I have read some informati0n about birds being used during the war to help relay coded messages. Yet, they were so engaging and very likeable that it was easy to become very in tune to their stories. The book is told from their points of view. The Long Flight Home is a five star recommended read!Bertie and Ollie were great characters. In fact, I would actually put The Long Flight Home in the same category up there with The Book Thief by Markus Zusak. One that will have readers talking for years. “Hlad adeptly drives home the devastating civilian cost of the war.” Yet Duchess will become an unexpected lifeline, relaying messages between Susan and Ollie as war rages on-and proving, at last, that hope is never truly lost. Soon a friendship between Ollie and Susan deepens, but when his plane is downed behind enemy lines, both know how remote the chances of reunion must be.

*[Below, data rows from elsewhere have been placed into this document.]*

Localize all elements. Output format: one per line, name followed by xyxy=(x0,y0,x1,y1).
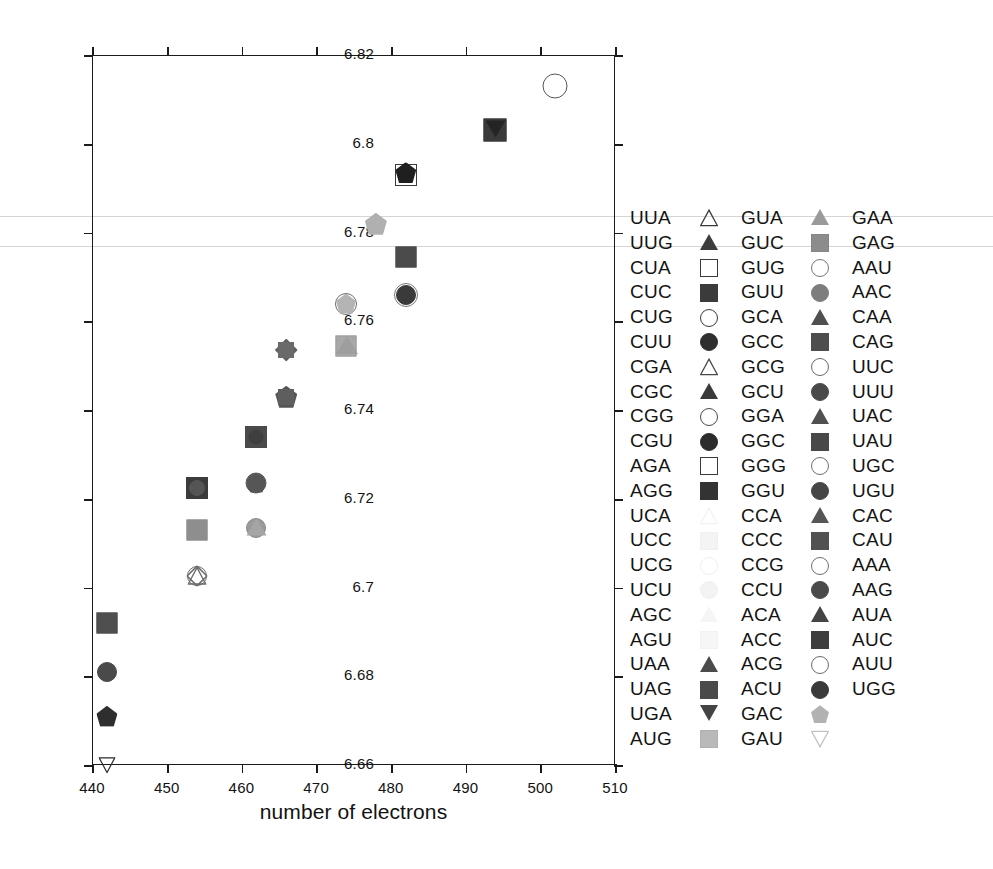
legend-item-label: CUC xyxy=(630,280,672,305)
legend-item-label: AAA xyxy=(852,553,891,578)
legend-item-UUG[interactable]: UUG xyxy=(630,231,748,256)
legend-item-ACG[interactable]: ACG xyxy=(741,652,859,677)
legend-item-CUA[interactable]: CUA xyxy=(630,256,748,281)
legend-marker-UAG xyxy=(700,681,718,699)
legend-item-UCG[interactable]: UCG xyxy=(630,553,748,578)
triangle-glyph xyxy=(336,336,358,354)
legend-item-GAA[interactable]: GAA xyxy=(852,206,970,231)
triangle-glyph xyxy=(700,209,718,227)
data-point-UUA xyxy=(186,566,207,587)
legend-item-UAA[interactable]: UAA xyxy=(630,652,748,677)
legend-item-AAU[interactable]: AAU xyxy=(852,256,970,281)
legend-item-UCC[interactable]: UCC xyxy=(630,528,748,553)
legend-item-GUG[interactable]: GUG xyxy=(741,256,859,281)
legend-item-CAA[interactable]: CAA xyxy=(852,305,970,330)
legend-item-UUA[interactable]: UUA xyxy=(630,206,748,231)
legend-item-UAC[interactable]: UAC xyxy=(852,404,970,429)
legend-item-CAU[interactable]: CAU xyxy=(852,528,970,553)
legend-item-CGC[interactable]: CGC xyxy=(630,380,748,405)
legend-marker-UUA xyxy=(700,209,718,227)
legend-item-AUA[interactable]: AUA xyxy=(852,603,970,628)
legend-item-ACA[interactable]: ACA xyxy=(741,603,859,628)
data-point-GAU xyxy=(365,213,387,235)
legend-item-ACC[interactable]: ACC xyxy=(741,628,859,653)
x-tick xyxy=(167,764,169,773)
legend-item-GUA[interactable]: GUA xyxy=(741,206,859,231)
legend-item-UUC[interactable]: UUC xyxy=(852,355,970,380)
legend-item-label: GCA xyxy=(741,305,783,330)
legend-item-GAU[interactable]: GAU xyxy=(741,727,859,752)
legend-marker-UCA xyxy=(700,507,718,525)
legend-item-AGG[interactable]: AGG xyxy=(630,479,748,504)
legend-item-label: ACC xyxy=(741,628,782,653)
legend-item-GGU[interactable]: GGU xyxy=(741,479,859,504)
legend-item-label: CUA xyxy=(630,256,671,281)
legend-item-UCA[interactable]: UCA xyxy=(630,504,748,529)
legend-item-label: GGA xyxy=(741,404,784,429)
legend-item-CUG[interactable]: CUG xyxy=(630,305,748,330)
legend-marker-GUU xyxy=(811,284,829,302)
legend-item-AGU[interactable]: AGU xyxy=(630,628,748,653)
x-tick xyxy=(466,764,468,773)
legend-item-label: AAC xyxy=(852,280,892,305)
legend-item-CAG[interactable]: CAG xyxy=(852,330,970,355)
legend-item-AGA[interactable]: AGA xyxy=(630,454,748,479)
legend-marker-CCG xyxy=(811,557,829,575)
legend-item-label: UCG xyxy=(630,553,673,578)
legend-item-GGC[interactable]: GGC xyxy=(741,429,859,454)
legend-item-ACU[interactable]: ACU xyxy=(741,677,859,702)
legend-item-label: GUC xyxy=(741,231,784,256)
legend-item-CGU[interactable]: CGU xyxy=(630,429,748,454)
legend-marker-CGC xyxy=(700,383,718,401)
legend-item-CGG[interactable]: CGG xyxy=(630,404,748,429)
legend-item-UUU[interactable]: UUU xyxy=(852,380,970,405)
legend-item-label: UAG xyxy=(630,677,672,702)
legend-item-CCA[interactable]: CCA xyxy=(741,504,859,529)
legend-item-AAA[interactable]: AAA xyxy=(852,553,970,578)
legend-item-UCU[interactable]: UCU xyxy=(630,578,748,603)
legend-item-CCC[interactable]: CCC xyxy=(741,528,859,553)
legend-item-GUU[interactable]: GUU xyxy=(741,280,859,305)
legend-item-CUU[interactable]: CUU xyxy=(630,330,748,355)
legend-item-AUC[interactable]: AUC xyxy=(852,628,970,653)
legend-item-UAU[interactable]: UAU xyxy=(852,429,970,454)
legend-item-GCC[interactable]: GCC xyxy=(741,330,859,355)
legend-item-AAG[interactable]: AAG xyxy=(852,578,970,603)
legend-item-label: CCA xyxy=(741,504,782,529)
legend-item-GUC[interactable]: GUC xyxy=(741,231,859,256)
legend-item-UGA[interactable]: UGA xyxy=(630,702,748,727)
legend-marker-UGA xyxy=(700,705,718,723)
legend-item-CAC[interactable]: CAC xyxy=(852,504,970,529)
legend-item-UGC[interactable]: UGC xyxy=(852,454,970,479)
legend-marker-CUU xyxy=(700,333,718,351)
legend-marker-GGA xyxy=(811,408,829,426)
legend-item-label: UGG xyxy=(852,677,896,702)
legend-item-GCA[interactable]: GCA xyxy=(741,305,859,330)
legend-item-CGA[interactable]: CGA xyxy=(630,355,748,380)
legend-item-AUU[interactable]: AUU xyxy=(852,652,970,677)
legend-item-GCG[interactable]: GCG xyxy=(741,355,859,380)
legend-item-GGG[interactable]: GGG xyxy=(741,454,859,479)
legend-item-label: UUA xyxy=(630,206,671,231)
legend-item-CCU[interactable]: CCU xyxy=(741,578,859,603)
x-tick xyxy=(615,764,617,773)
legend-item-GGA[interactable]: GGA xyxy=(741,404,859,429)
legend-item-GAG[interactable]: GAG xyxy=(852,231,970,256)
data-point-AAU xyxy=(486,121,505,140)
legend-item-AAC[interactable]: AAC xyxy=(852,280,970,305)
legend-item-GCU[interactable]: GCU xyxy=(741,380,859,405)
legend-item-GAC[interactable]: GAC xyxy=(741,702,859,727)
data-point-UGA xyxy=(98,757,115,774)
circle-glyph xyxy=(249,429,264,444)
data-point-GGU xyxy=(249,429,264,444)
legend-item-UGG[interactable]: UGG xyxy=(852,677,970,702)
legend-item-CUC[interactable]: CUC xyxy=(630,280,748,305)
legend-item-AUG[interactable]: AUG xyxy=(630,727,748,752)
legend-item-AGC[interactable]: AGC xyxy=(630,603,748,628)
legend-item-label: CGC xyxy=(630,380,673,405)
legend-marker-CCA xyxy=(811,507,829,525)
legend-item-UGU[interactable]: UGU xyxy=(852,479,970,504)
legend-marker-ACU xyxy=(811,681,829,699)
legend-item-CCG[interactable]: CCG xyxy=(741,553,859,578)
legend-item-UAG[interactable]: UAG xyxy=(630,677,748,702)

Those that do will bring home crucial information. His quest brings him to Epping and the National Pigeon Service, where Susan is involved in a new, covert mission to air-drop hundreds of homing pigeons in German-occupied France. Thousands of miles away in Buxton, Maine, young crop-duster pilot Ollie Evans decides to join Britain’s Royal Air Force. Hatched from an egg that Susan incubated in a bowl under her grandfather’s desk lamp, Duchess shares a special bond with Susan and an unusual curiosity about the human world. All her birds are extraordinary to Susan-loyal, intelligent, beautiful-but none more so than Duchess.

the long flight home book review

After losing her parents to influenza as a child, Susan found comfort in raising homing pigeons with Bertie. Enemy fighter planes blacken the sky around the Epping Forest home of Susan Shepherd and her grandfather, Bertie. It is September 1940-a year into the war-and as German bombs fall on Britain, fears grow of an impending invasion. Inspired by fascinating, true, yet little-known events during World War II, The Long Flight Home is a testament to the power of courage in our darkest hours-a moving, masterfully written story of love and sacrifice.